Sudan seeks to boost wheat plantations to cut imports
September 9, 2013 (KHARTOUM) – The Sudanese government announced that it plans to grow 600,000 acres of wheat in order to cut the import tab for this crucial product used to make bread .
Sudan currently imports more than 2 million tonnes of wheat annually at a cost of $900 million.
The deputy director of Sudan’s agricultural bank, Salah Hassan, said that wheat plantation project will kick off in the winter season adding that fertilizers and seeds have already been made available to farmers.
Hassan went on to say that a committee was formed to develop and submit an action plan to raise productivity and underscored the government’s keenness on increasing the domestic production of wheat.
The Finance minister Ali Mahmoud Abdel-Rasool said that any delay in producing wheat locally will burden the government which will be forced to import at a higher cost due to the global increase in its prices.

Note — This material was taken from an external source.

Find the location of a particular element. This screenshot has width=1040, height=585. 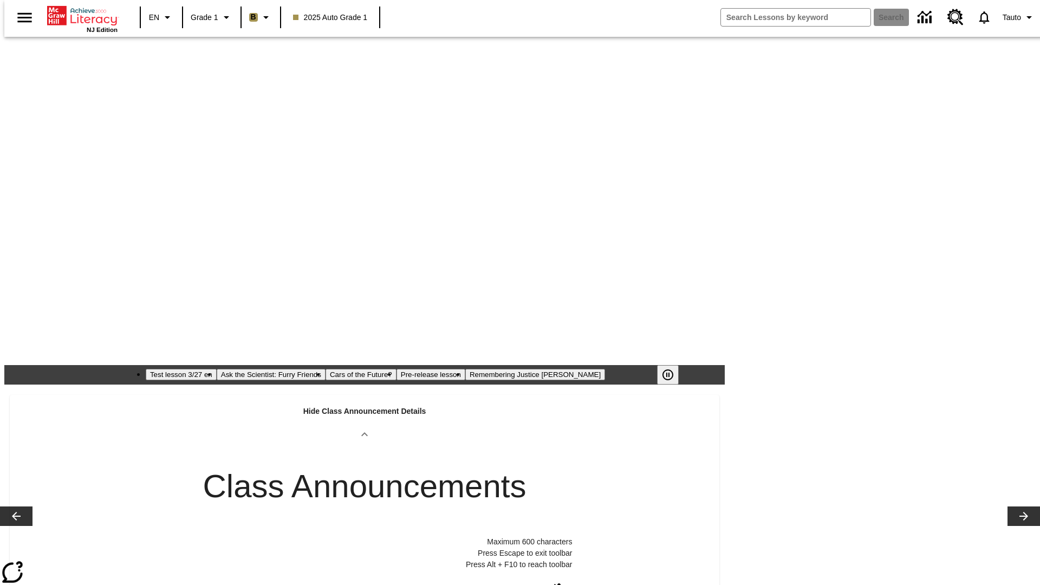

body: Maximum 600 characters Press Escape to exit toolbar Press Alt + F10 to reach toolbar is located at coordinates (81, 18).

“We have to reduce imports through domestic production of wheat” Abdel-Rasool said.
Last May, Sudan’s minister of agriculture, Abdel Halim Al-Mutafi, who was testifying before the parliament, acknowledged that there is a serious shortage in agricultural finance, saying that last year’s allocated funds did not exceed 2.5 billion pounds (SDG) which represents only 2% of the total loans extended by the banks nationwide.
In the same testimony he questioned the possibility of achieving self-sufficiency and poverty alleviation, explaining that Sudan’s imports of food products exceed $1 billion, while spending on agricultural activities does not exceed a mere $600 million saying he expects a grain shortage of up to 76 thousand tonnes this year.

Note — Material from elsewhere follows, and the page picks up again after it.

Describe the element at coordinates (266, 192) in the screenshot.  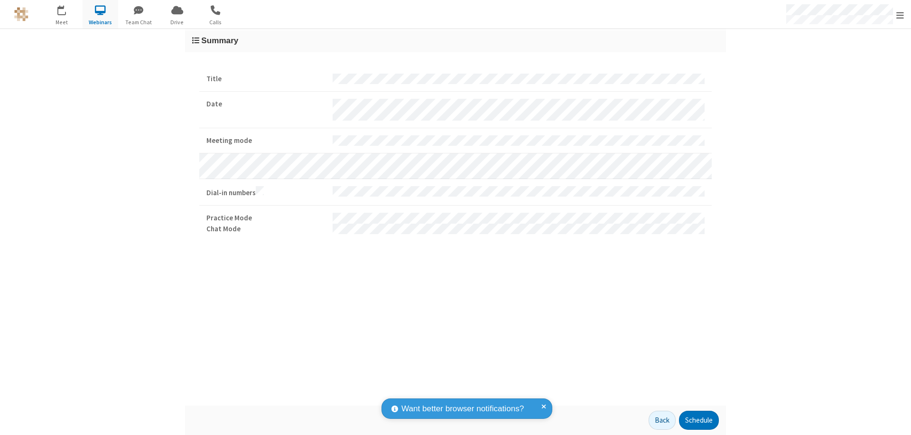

He noted that farmers prefer to grow crops which are more profitable than wheat, adding that price of a bag of beans is three times the price of a wheat bag.
Sudan’s agricultural sector has continued to deteriorate over the years mainly as a result of negligence, drought, mismanagement, high taxes and the overall economic climate.

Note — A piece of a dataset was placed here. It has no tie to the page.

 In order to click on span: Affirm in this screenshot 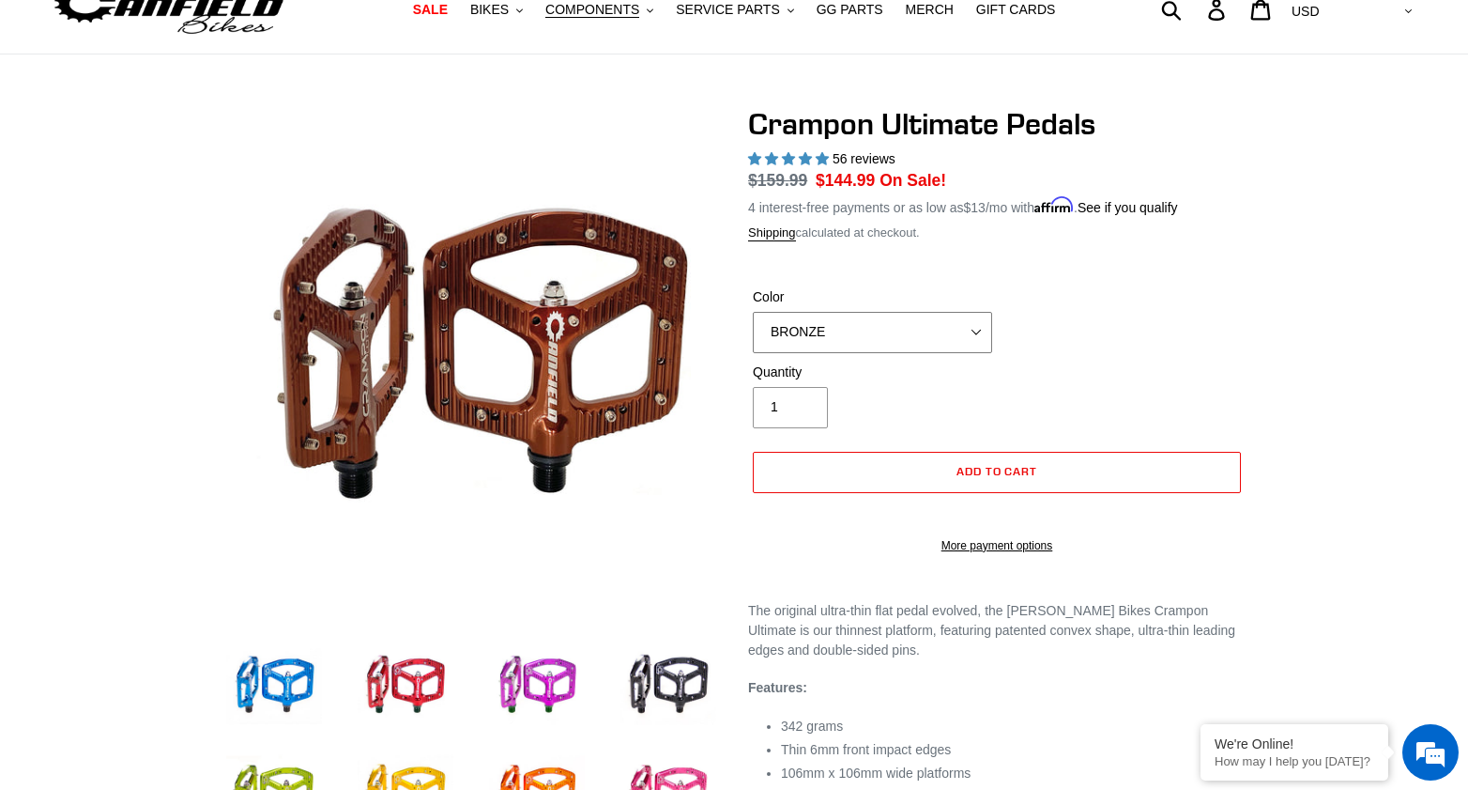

Sudanese farmers often complain about the high costs of imported materials such as fertilizers. Many of them were sent to jail as their debt piled up.
Several ambitious plans enacted to bring life to the sector have failed to materialize and critics say the government forfeited a golden opportunity during the oil boom to beef up agriculture.
Foreign investors also complain about lack of infrastructure and unfriendly laws which they say deters them from putting money in Sudan’s vast farmlands.